Friday

A Case for Moose

Mike Mussina’s retirement will set up an interesting choice for baseball writers in five years. While his last year will go down as his only 20-win season, there are reasons to cut him some slack on that front.

Why? The baseball strike of 1994-’95 that cancelled the ‘94 World Series. The strike also cut short two of Mussina’s finest seasons, when he easily could have won 20. In 1994, Moose’s 16 wins in a 112-game season ranked near the top of the American League. With nine more starts – a distinct possibility in a normal season – the magic 20-win plateau was within reach.

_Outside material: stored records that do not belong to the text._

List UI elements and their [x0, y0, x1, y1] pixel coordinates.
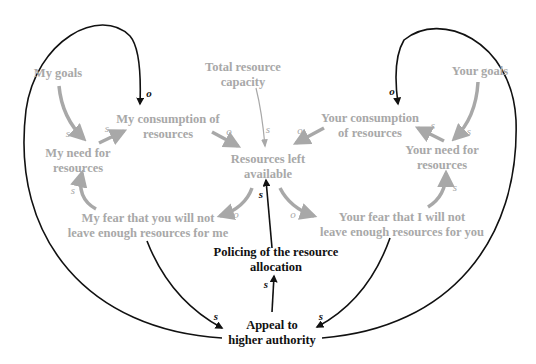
node-label: leave enough resources for you [320, 225, 484, 240]
link-capacity-to-resources-left [256, 88, 265, 146]
node-your-goals: Your goals [452, 64, 508, 79]
polarity-resources-fear-right: o [290, 209, 296, 220]
polarity-appeal-consumption-left: o [146, 88, 152, 99]
polarity-goals-need-right: s [467, 126, 471, 137]
node-label: My need for [45, 146, 110, 161]
link-appeal-to-policing [272, 276, 274, 312]
node-label: Resources left [231, 152, 305, 167]
link-resources-to-your-fear [280, 188, 314, 216]
polarity-consumption-resources-left: o [226, 126, 232, 137]
polarity-capacity-resources: s [266, 124, 270, 135]
node-total-resource-capacity: Total resource capacity [205, 60, 281, 90]
node-policing-of-resource-allocation: Policing of the resource allocation [214, 245, 339, 275]
polarity-policing-resources: s [259, 189, 263, 200]
node-label: Your goals [452, 64, 508, 79]
node-your-consumption-of-resources: Your consumption of resources [321, 111, 419, 141]
polarity-fear-appeal-right: s [319, 311, 323, 322]
link-my-goals-to-my-need [59, 86, 84, 139]
node-label: leave enough resources for me [68, 226, 228, 241]
polarity-resources-fear-left: o [233, 209, 239, 220]
causal-loop-diagram: My goals My need for resources My consum… [0, 0, 536, 364]
node-label: Your fear that I will not [320, 210, 484, 225]
polarity-appeal-consumption-right: o [389, 86, 395, 97]
node-label: My consumption of [116, 112, 219, 127]
link-policing-to-resources-left [266, 180, 272, 248]
polarity-fear-appeal-left: s [214, 311, 218, 322]
node-label: allocation [214, 260, 339, 275]
node-label: higher authority [228, 333, 316, 348]
polarity-fear-need-left: s [71, 185, 75, 196]
node-label: My fear that you will not [68, 211, 228, 226]
node-label: resources [116, 127, 219, 142]
node-label: Total resource [205, 60, 281, 75]
node-my-consumption-of-resources: My consumption of resources [116, 112, 219, 142]
node-appeal-to-higher-authority: Appeal to higher authority [228, 318, 316, 348]
node-label: capacity [205, 75, 281, 90]
node-label: available [231, 167, 305, 182]
link-my-fear-to-my-need [81, 173, 96, 209]
node-my-goals: My goals [34, 66, 82, 81]
link-your-fear-to-your-need [428, 173, 446, 207]
node-my-need-for-resources: My need for resources [45, 146, 110, 176]
node-label: Your consumption [321, 111, 419, 126]
node-label: Appeal to [228, 318, 316, 333]
polarity-goals-need-left: s [66, 128, 70, 139]
node-label: resources [405, 158, 478, 173]
node-label: Policing of the resource [214, 245, 339, 260]
polarity-consumption-resources-right: o [297, 125, 303, 136]
node-your-fear: Your fear that I will not leave enough r… [320, 210, 484, 240]
polarity-need-consumption-right: s [431, 120, 435, 131]
node-your-need-for-resources: Your need for resources [405, 143, 478, 173]
polarity-fear-need-right: s [453, 182, 457, 193]
node-label: of resources [321, 126, 419, 141]
node-my-fear: My fear that you will not leave enough r… [68, 211, 228, 241]
node-resources-left-available: Resources left available [231, 152, 305, 182]
polarity-need-consumption-left: s [105, 123, 109, 134]
node-label: resources [45, 161, 110, 176]
link-my-fear-to-appeal [147, 241, 222, 328]
polarity-appeal-policing: s [264, 279, 268, 290]
node-label: Your need for [405, 143, 478, 158]
node-label: My goals [34, 66, 82, 81]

The strike also did Moose no favors in 1995. When players returned to work, the new season was set at only 144 games. Mussina did his part, leading the league with 19 wins on a losing team. He also topped the AL with 4 shutouts that year. It doesn’t take a rocket scientist to guess that he might have won 20 with three or four more turns in the rotation.

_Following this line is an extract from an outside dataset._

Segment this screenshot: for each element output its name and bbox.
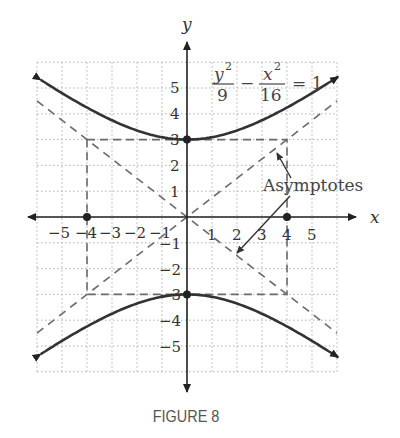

With 270 career wins and a .638 win percentage, Mussina has a strong case for the Hall. The fact that he played his entire career in the American League East of the 1990s and 2000s is another plus. While not a first-ballot selection, Mussina has a compelling Hall of Fame resume that is hard to ignore.

2 comments:

Freddy said...

Good points about Moose, but Baltimore fans still think he should have stayed with the O's instead of the dreaded Yankees.

Joey Baseball said...

The one knock I have against Moose is that -- except for 1997 --- he did not shine in the postseason. Career postseason numbers, thanks to Baseball Reference.com:

16 Postseason Series
W/L = 7-8
G = 23
GS = 21
ERA = 3.42
IP = 139.2
H = 121
ER = 53
BB = 33
K = 145
WHIP = 1.102

OK, he had excellent WHIP and stikeouts-to-innings-pitched and strikeouts-to-walks ratios. But, except in the 2001 ALDS, when he shut down Oakland in a must-win game, Mussina did not pitch well when the Yanks needed him most in the postseason: the 2001 WS, the '03 & '04 ALCS and the '05 & '06 ALDS. His numbers are poor in all of those.

As much as I'd love to see a Williamsport, Pa., native -- and another Yankee -- make the Hall, I don't see it happening.